The Affordable Care Act’s employer shared responsibility rules will require large employers (50 or more full-time and full-time equivalent employees) to make an offer of minimum essential coverage to at least 95% of their full-time employees or pay a non-deductible excise tax on all their full-time employees. These so-called “pay-or-play” rules become effective on January 1, 2014. 1 Because the excise tax payments are determined month-by-month, it is not possible to know for certain whether coverage must be offered to any particular employee because of his or her full-time status until the end of a month. Recognizing that this presents something of a Catch-22, the regulators have proposed an alternative means of determining full-time status of certain employees called the “look-back measurement period method.”

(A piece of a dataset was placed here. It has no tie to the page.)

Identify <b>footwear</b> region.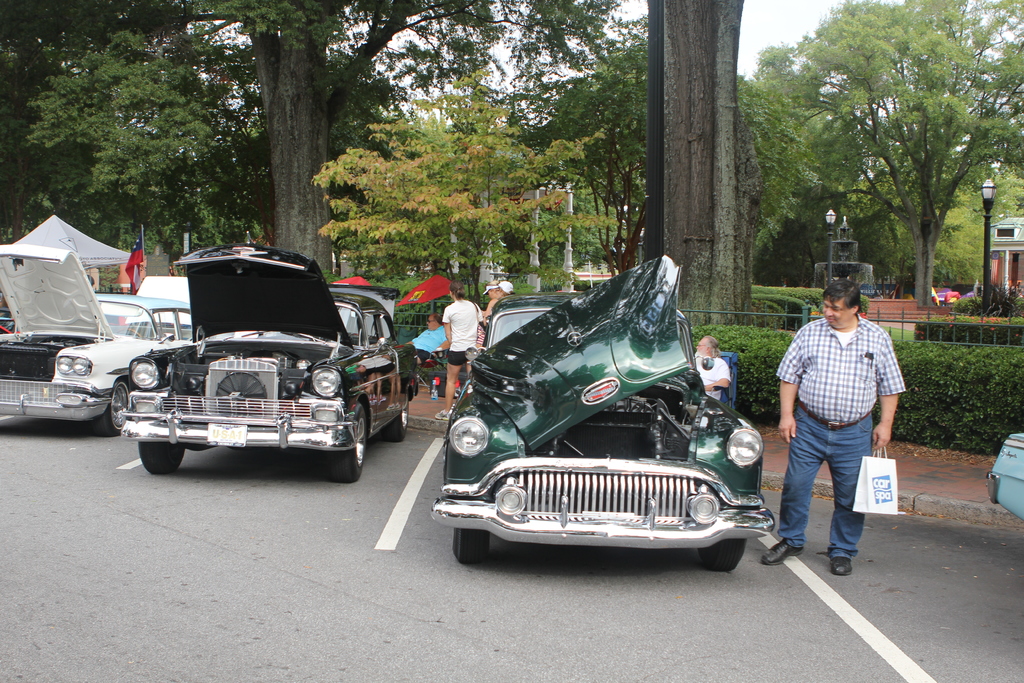
Region: <box>827,552,853,577</box>.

Under the look-back method, employers are permitted to determine an employee’s full-time status based on a measurement period established by the employer of up to 12 consecutive months. During the measurement period, an employer is not subject to an excise tax payment with respect to, among others, new “variable hour” employees. Employees determined to be full-time during a measurement period must be offered coverage during a corresponding “stability period” of generally the same length even if their hours drop below full-time, provided they remain employed.

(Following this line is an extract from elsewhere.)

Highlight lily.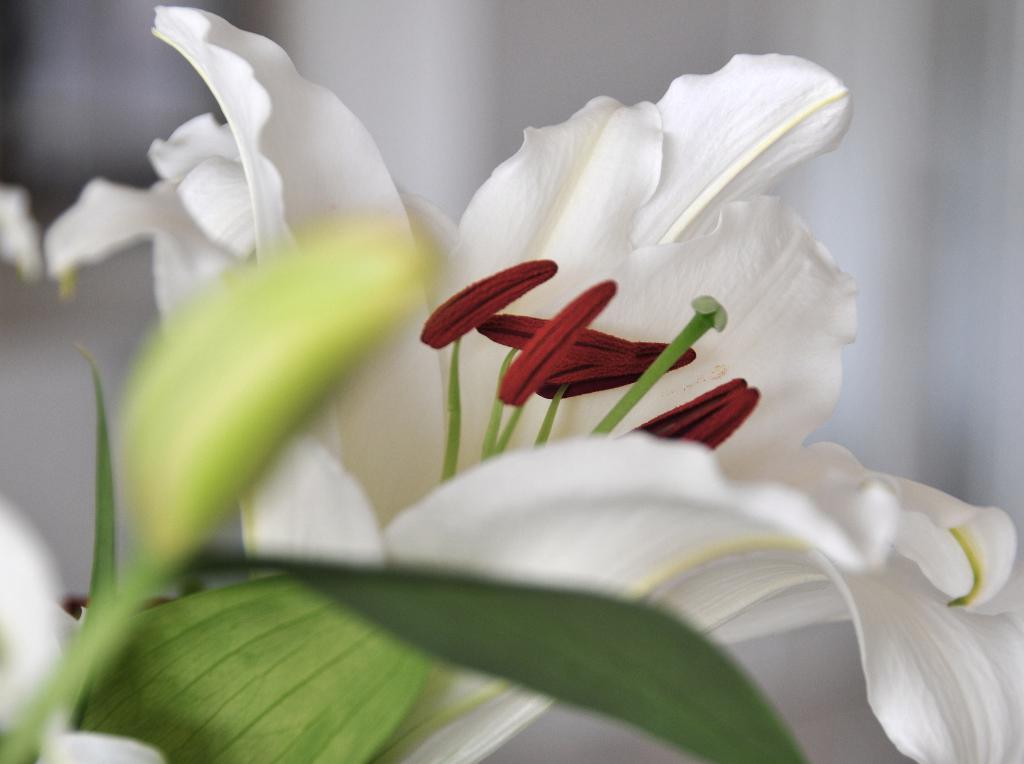
Highlighted region: select_region(47, 3, 1023, 763).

The look-back approach should greatly benefit employers whose employees work on a part-time or temporary basis; but it also poses significant compliance and enforcement challenges, especially for temporary staffing firms. In particular, how the rules apply to new variable hour employees of staffing firms has been the subject of much recent confusion and misinformation. This advisory examines how the rules governing variable hour employees will apply both in 2014 and beyond.

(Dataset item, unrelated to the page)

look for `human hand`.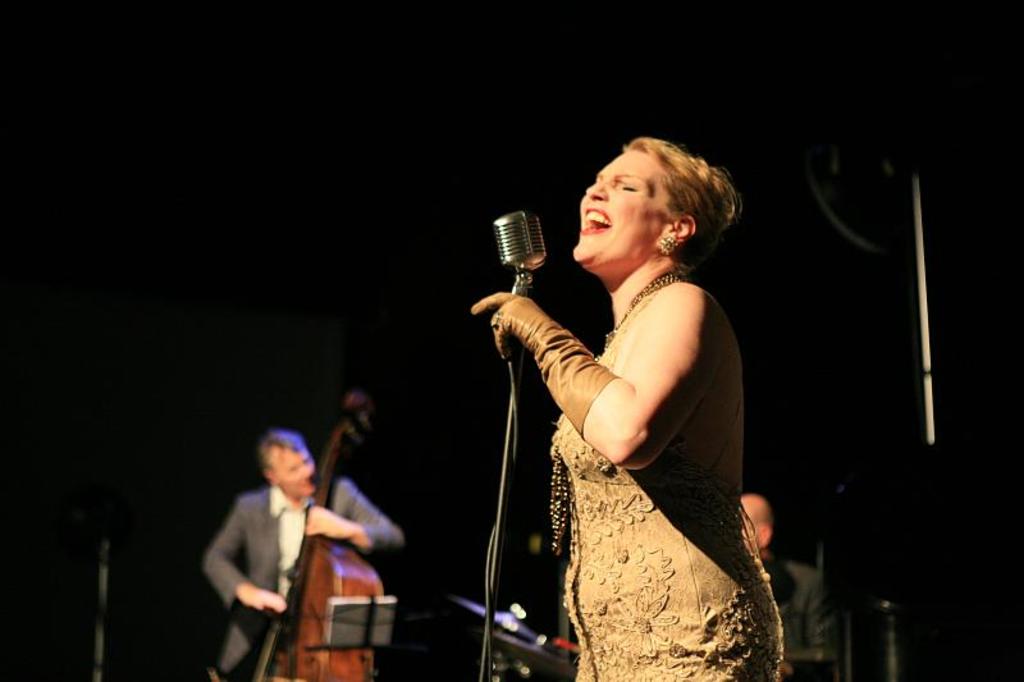
Found: crop(303, 503, 356, 545).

The proposed look-back measurement period rules were formally issued by the Treasury Department and the Internal Revenue Service on December 28, 2012 and published in the Federal Register on Jan. 2, 2013. 2 For newly hired employees (as distinguished from “ongoing” employees who have already completed at least one standard measurement period) the look-back method for determining full-time status applies only to new “variable hour” and “new seasonal” employees. A new employee who is hired into a position that is full-time, and who does not qualify as variable hour or seasonal, must be offered coverage within 90 days in order to avoid the prospect of an assessable payment.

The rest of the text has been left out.